Will it be one of those weird corporate mega-projects that will get shut down as soon as its built? The corporation had no intention of using the facility, it was just building something for the sake of pleasing investors, getting tax breaks. This is routine business in IT -- Silicon Valley was full of billion-dollar empty campuses when I lived there.
keep in in that it's not just how much the power costs, but how much is available in the area... some areas simply don't have an extra 40MW to spare... Here in Quincy they will be pulling around 200MW within 3-5 years...
My bet it has more to do with states that offer massive tax breaks to businesses for moving in. I know North Carolina is famous for it, especially with the new Dell facility in Greensboro and Lenovo in RTP. The Dell deal was so good the state could have employed everyone hired by Dell for 11 years with the tax breaks and loans.
500MW will cost you about one billion dollars (can you hear the pinky?). 200MW is likely not half the cost, so we are talking several hundred million dollars.
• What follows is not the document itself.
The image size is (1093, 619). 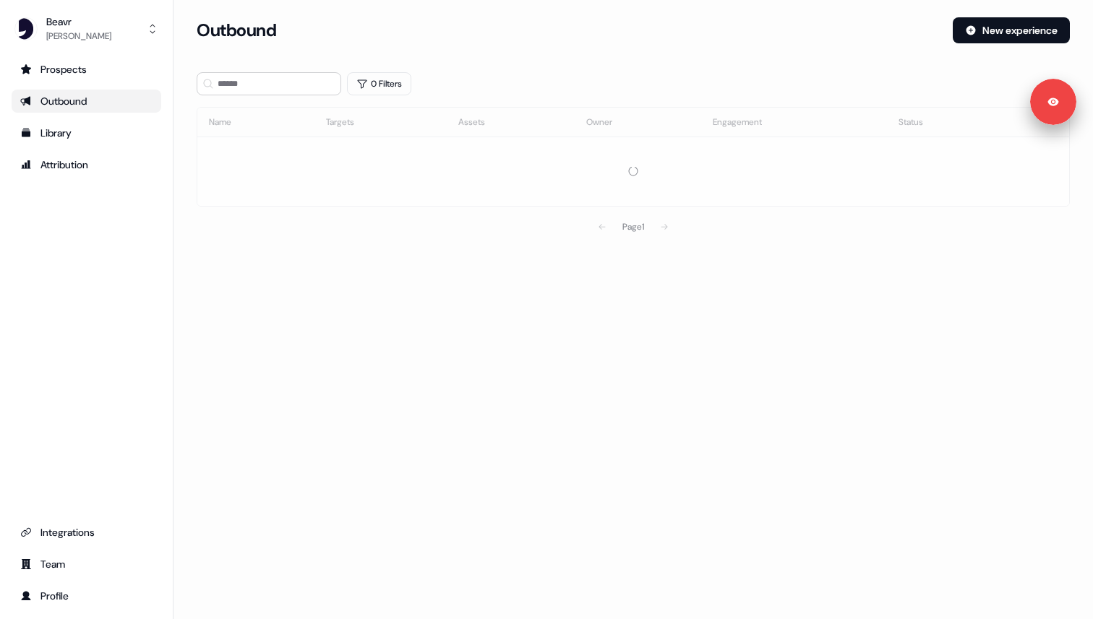 I want to click on a: Go to templates, so click(x=86, y=133).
Up front. Not including fuel and maintenance costs. There are some customers that have smaller generating capacity on site, but they generally have need for more than power, say for example, chemical refineries that can use the waste heat or steam, pressure for pumping a pipeline, or other uses.
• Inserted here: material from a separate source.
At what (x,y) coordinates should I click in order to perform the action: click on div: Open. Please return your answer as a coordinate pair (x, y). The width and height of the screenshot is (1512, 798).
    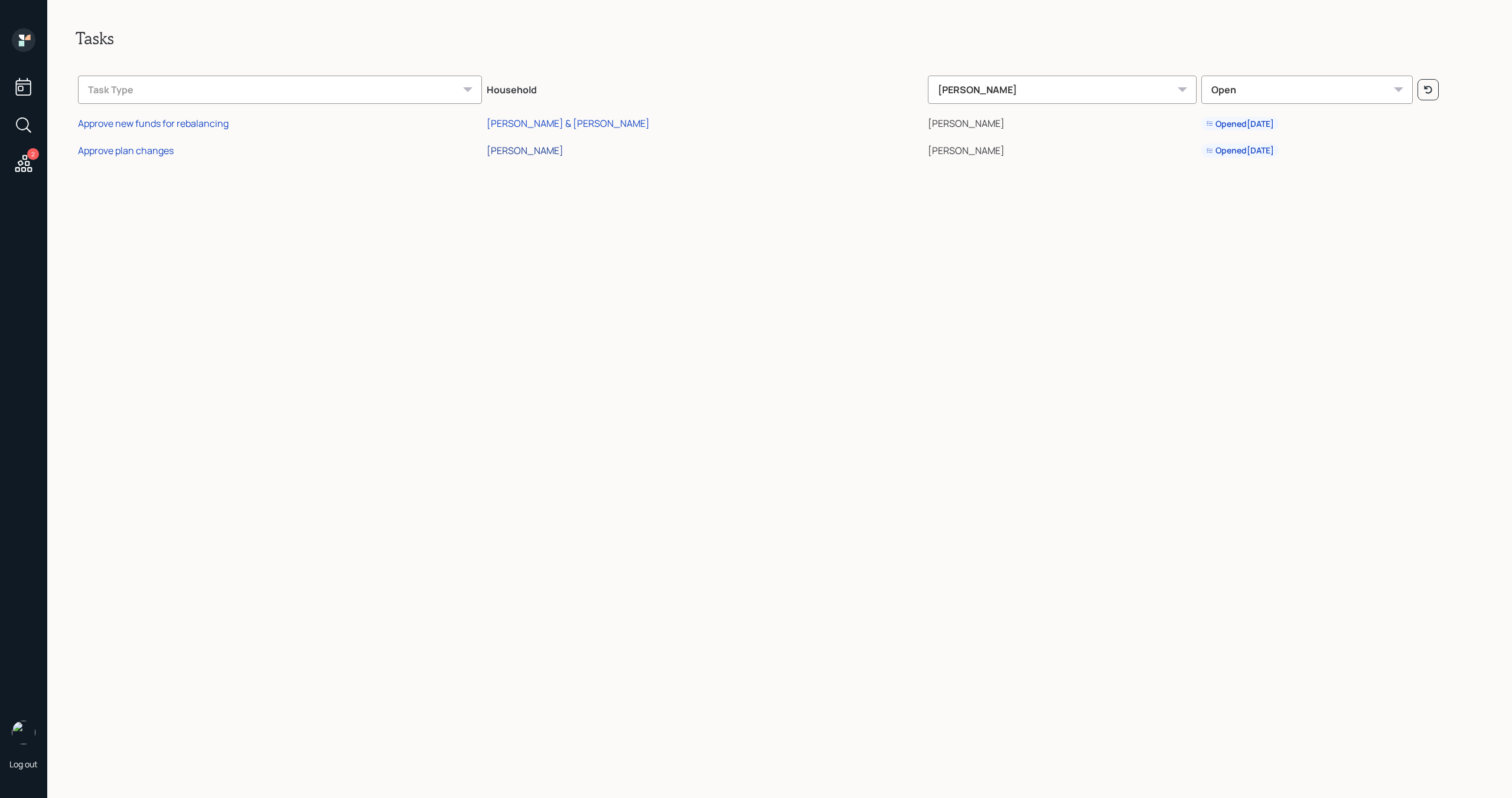
    Looking at the image, I should click on (1307, 90).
At what point does it make sense to "make your own power"?
Umm... at what point does it ever make sense to build a datacenter that doesn't have the ability to run off its own power? South Carolina can experience some grid-pummeling weather, sometimes. If Google plans on having that facility up 24x7, there will be a small fleet of diesel generators and a small ocean of fuel sitting right there to keep it afloat in a pinch. Especially when what they're really up to isn't growing for more search, but growing to host web-based business apps and other stuff that they'll be telling people they can really depend on.
Now, just because you CAN run off your own power doesn't mean you want to do it for long, since it's very maintenance intensive.
Don't disappoint your bird dog. Go to the range.